By Hamish Johnston
Sometimes, the biggest laughs on April Fools’ Day come from the stories that read like hoaxes but are actually true. One such item is a proposal by David Kipping and Alex Teachy of Columbia University in the US, who have come up with a way of hiding the Earth from aggressive civilizations on distant planets (at least I think this is real, but I wouldn’t be surprised if it were an elaborate hoax!).
Last month we published the news article “Where to look for signals from alien astronomers with a good view of Earth”, which points out that there are about 100,000 planetary systems out there that would see the Earth as it passes in front of the Sun. This transit would tell an alien civilization that the Earth is in the habitable zone of the Sun and could be a good candidate for colonization – if that’s what advanced alien civilizations do.
To avoid alien invasion, Kipping and Teachy propose firing a laser into space to make up for the small amount of sunlight that is blocked by the Earth during a transit, thereby rendering us invisible to alien astronomers. All it would take to fool an instrument like our own Kepler space telescope is a 30 MW laser fired continuously for 10 hours per year. Give that today’s most powerful continuous-wave lasers can deliver about 1 MW for just a minute or so, this is not something we could do tomorrow. And that just hides us from one alien telescope, leaving 100,000 more potential systems out there to worry about. Their proposal is described in the Monthly Notices of the Royal Astronomical Society: “A cloaking device for transiting planets”.
Now for a few of the funnier physics-related hoaxes we have come across today. That famous Swiss sense of humour is all over CERN’s 1 April gag, which involves a surprise discovery, made – or actually heard – when data from the Large Hadron Collider are converted into sound. So, put on your cans and enjoy the video above.
London’s Royal Albert Hall announced that its famous oval building has been transformed into a particle collider dubbed the “Small Halldron Collider”. The idea began as a joke by television physicist Brian Cox, who was apparently horrified to discover that Albert Hall staff took him seriously.
“Don’t trust everything you read on the arXiv” is good advice, especially on 1 April. A case in point is a paper called “Pi in the sky” by Ali Frolop and Douglas Scott of the University of British Columbia in Canada. Scott (who really exists) and Frolop publish one paper a year, and their 2016 offering combines numerology with the cosmic microwave background.
The “thudding sound” of the LHC data at CERN is quite different from the soft “0.2 sec whisper” of the LIGO’s data of gravitational waves from the distant colliding binary black holes.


* _What is expected_
The answer must be one number: how many lines in the records below contain the string "right".

Data entries for graphics
::::

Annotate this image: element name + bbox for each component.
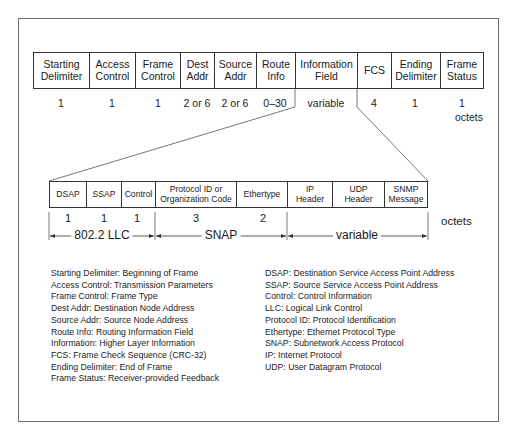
legend-item: LLC: Logical Link Control xyxy=(265,303,454,315)
legend-item: SSAP: Source Service Access Point Addres… xyxy=(265,280,454,292)
size-frame-control: 1 xyxy=(155,97,161,109)
legend-item: Protocol ID: Protocol Identification xyxy=(265,315,454,327)
field-dest-addr: DestAddr xyxy=(180,52,214,89)
legend-item: Starting Delimiter: Beginning of Frame xyxy=(51,268,219,280)
legend-item: Dest Addr: Destination Node Address xyxy=(51,303,219,315)
field-frame-control: FrameControl xyxy=(135,52,180,89)
size-source-addr: 2 or 6 xyxy=(222,97,249,109)
size-dsap: 1 xyxy=(65,212,71,224)
legend-item: UDP: User Datagram Protocol xyxy=(265,362,454,374)
legend-item: SNAP: Subnetwork Access Protocol xyxy=(265,338,454,350)
field-frame-status: FrameStatus xyxy=(440,52,484,89)
top-unit-label: octets xyxy=(455,111,483,123)
size-starting-delimiter: 1 xyxy=(58,97,64,109)
legend-right: DSAP: Destination Service Access Point A… xyxy=(265,268,454,373)
legend-item: Access Control: Transmission Parameters xyxy=(51,280,219,292)
field-protocol-id: Protocol ID orOrganization Code xyxy=(155,181,236,208)
span-802-2-llc: 802.2 LLC xyxy=(71,228,132,242)
legend-item: Information: Higher Layer Information xyxy=(51,338,219,350)
legend-item: FCS: Frame Check Sequence (CRC-32) xyxy=(51,350,219,362)
field-ip-header: IPHeader xyxy=(287,181,332,208)
field-fcs: FCS xyxy=(357,52,391,89)
size-ending-delimiter: 1 xyxy=(412,97,418,109)
field-route-info: RouteInfo xyxy=(256,52,295,89)
legend-item: IP: Internet Protocol xyxy=(265,350,454,362)
legend-item: DSAP: Destination Service Access Point A… xyxy=(265,268,454,280)
size-information: variable xyxy=(308,97,345,109)
span-snap: SNAP xyxy=(202,228,241,242)
legend-item: Frame Control: Frame Type xyxy=(51,291,219,303)
legend-item: Control: Control Information xyxy=(265,291,454,303)
legend-item: Source Addr: Source Node Address xyxy=(51,315,219,327)
size-dest-addr: 2 or 6 xyxy=(184,97,211,109)
size-protocol-id: 3 xyxy=(193,212,199,224)
legend-item: Ending Delimiter: End of Frame xyxy=(51,362,219,374)
size-control: 1 xyxy=(134,212,140,224)
span-variable: variable xyxy=(333,228,381,242)
size-frame-status: 1 xyxy=(459,97,465,109)
legend-item: Frame Status: Receiver-provided Feedback xyxy=(51,373,219,385)
field-udp-header: UDPHeader xyxy=(332,181,384,208)
field-ethertype: Ethertype xyxy=(236,181,287,208)
legend-item: Ethertype: Ethernet Protocol Type xyxy=(265,327,454,339)
field-dsap: DSAP xyxy=(49,181,86,208)
size-ssap: 1 xyxy=(101,212,107,224)
size-fcs: 4 xyxy=(371,97,377,109)
size-ethertype: 2 xyxy=(260,212,266,224)
size-route-info: 0–30 xyxy=(263,97,286,109)
field-ssap: SSAP xyxy=(86,181,121,208)
field-control: Control xyxy=(121,181,155,208)
field-starting-delimiter: StartingDelimiter xyxy=(33,52,89,89)
field-information: InformationField xyxy=(295,52,357,89)
legend-item: Route Info: Routing Information Field xyxy=(51,327,219,339)
field-source-addr: SourceAddr xyxy=(214,52,256,89)
field-snmp-message: SNMPMessage xyxy=(384,181,428,208)
field-access-control: AccessControl xyxy=(89,52,135,89)
size-access-control: 1 xyxy=(109,97,115,109)
lower-unit-label: octets xyxy=(441,215,472,227)
legend-left: Starting Delimiter: Beginning of Frame A… xyxy=(51,268,219,385)
field-ending-delimiter: EndingDelimiter xyxy=(391,52,440,89)
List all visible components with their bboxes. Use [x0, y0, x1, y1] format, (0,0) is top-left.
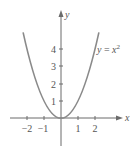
- y-axis-arrow-icon: [59, 10, 64, 17]
- y-tick-label-4: 4: [51, 44, 56, 55]
- x-axis-label: x: [124, 112, 130, 123]
- y-tick-label-2: 2: [51, 79, 56, 90]
- x-tick-label-2: 2: [93, 123, 98, 134]
- y-axis-label: y: [64, 9, 70, 20]
- x-tick-label-minus-1: −1: [38, 123, 49, 134]
- x-axis-arrow-icon: [116, 116, 123, 121]
- y-tick-label-1: 1: [51, 96, 56, 107]
- y-tick-label-3: 3: [51, 61, 56, 72]
- x-tick-label-minus-2: −2: [22, 123, 33, 134]
- curve-label-exponent: 2: [117, 43, 121, 51]
- curve-equation-label: y = x2: [96, 43, 121, 55]
- curve-label-equals: =: [101, 44, 112, 55]
- x-tick-label-1: 1: [76, 123, 81, 134]
- parabola-chart: −2 −1 1 2 1 2 3 4 x y y = x2: [0, 0, 136, 156]
- svg-text:y = x2: y = x2: [96, 43, 121, 55]
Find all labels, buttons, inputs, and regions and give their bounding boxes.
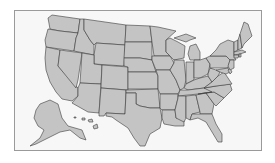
state-co: Colorado	[101, 65, 128, 90]
state-nd: North Dakota	[125, 25, 152, 42]
state-nm: New Mexico	[99, 88, 126, 116]
state-oh: Ohio	[194, 58, 210, 78]
state-sd: South Dakota	[124, 42, 152, 60]
us-states-map: WashingtonOregonCaliforniaIdahoNevadaMon…	[0, 0, 275, 163]
state-ne: Nebraska	[124, 58, 156, 72]
state-hi: Hawaii	[74, 117, 98, 129]
state-ri: Rhode Island	[239, 54, 241, 57]
state-ia: Iowa	[152, 56, 174, 70]
state-ak: Alaska	[30, 100, 86, 146]
state-fl: Florida	[190, 114, 222, 142]
state-ks: Kansas	[128, 72, 158, 89]
state-wy: Wyoming	[94, 43, 125, 66]
state-me: Maine	[240, 22, 252, 48]
state-ct: Connecticut	[234, 55, 239, 58]
states-layer: WashingtonOregonCaliforniaIdahoNevadaMon…	[30, 15, 252, 146]
state-vt: Vermont	[234, 40, 238, 52]
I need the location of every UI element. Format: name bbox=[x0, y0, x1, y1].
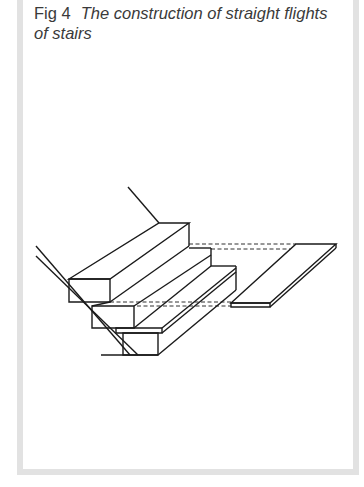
step-bottom-nosing bbox=[116, 328, 162, 333]
step-top-tread bbox=[69, 223, 189, 279]
wall-line bbox=[128, 187, 159, 223]
loose-tread-front bbox=[231, 303, 270, 307]
stringer-line-outer bbox=[36, 246, 130, 355]
step-bottom-riser bbox=[123, 333, 158, 355]
stair-illustration bbox=[0, 0, 364, 487]
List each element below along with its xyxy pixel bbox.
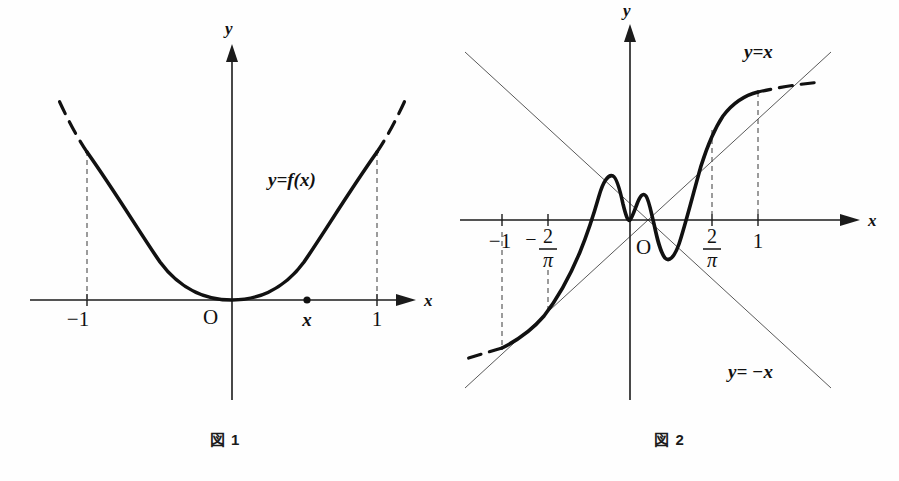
figure-1-x-axis-arrowhead <box>396 294 416 306</box>
figure-2: x y O y=x y= −x −1 − 2 π 2 π 1 図 2 <box>440 0 899 481</box>
figure-1-origin-label: O <box>203 305 218 329</box>
figure-1-point-label: x <box>301 309 312 330</box>
figure-1-curve-dashed-right <box>377 96 407 152</box>
figure-1-marked-point <box>303 296 310 303</box>
figure-2-x-axis-arrowhead <box>840 214 860 226</box>
figure-2-label-y-equals-minus-x: y= −x <box>726 361 774 382</box>
figure-2-tick-label-pos-two-over-pi: 2 π <box>703 225 721 271</box>
figure-1-tick-label-neg-one: −1 <box>67 307 89 331</box>
figure-2-tick-label-pos-one: 1 <box>753 229 764 253</box>
figure-2-plot: x y O y=x y= −x −1 − 2 π 2 π 1 <box>440 0 899 420</box>
figure-1-caption: 図 1 <box>0 428 450 449</box>
page-root: x y O −1 1 x y=f(x) 図 1 <box>0 0 899 481</box>
figure-1-y-axis-arrowhead <box>226 44 238 62</box>
figure-2-neg-two-over-pi-denominator: π <box>543 249 554 271</box>
figure-1-plot: x y O −1 1 x y=f(x) <box>0 0 450 420</box>
figure-2-label-y-equals-x: y=x <box>742 41 773 62</box>
figure-1-tick-label-pos-one: 1 <box>372 307 383 331</box>
figure-2-tick-label-neg-two-over-pi: − 2 π <box>525 225 557 271</box>
figure-2-neg-two-over-pi-sign: − <box>525 228 536 250</box>
figure-2-caption: 図 2 <box>440 428 899 449</box>
figure-1-curve-dashed-left <box>57 96 87 152</box>
figure-2-curve-dashed-right <box>758 82 822 92</box>
figure-1: x y O −1 1 x y=f(x) 図 1 <box>0 0 450 481</box>
figure-2-neg-two-over-pi-numerator: 2 <box>543 225 553 247</box>
figure-1-x-axis-label: x <box>423 291 433 310</box>
figure-2-pos-two-over-pi-denominator: π <box>707 249 718 271</box>
figure-1-curve-label: y=f(x) <box>266 169 316 191</box>
figure-1-y-axis-label: y <box>223 19 233 38</box>
figure-2-pos-two-over-pi-numerator: 2 <box>707 225 717 247</box>
figure-2-x-axis-label: x <box>867 211 877 230</box>
figure-2-origin-label: O <box>636 235 651 259</box>
figure-2-y-axis-label: y <box>621 1 631 20</box>
figure-2-curve-dashed-left <box>462 348 502 360</box>
figure-2-tick-label-neg-one: −1 <box>489 229 511 253</box>
figure-2-y-axis-arrowhead <box>624 24 636 42</box>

::::

* _Written answer_
3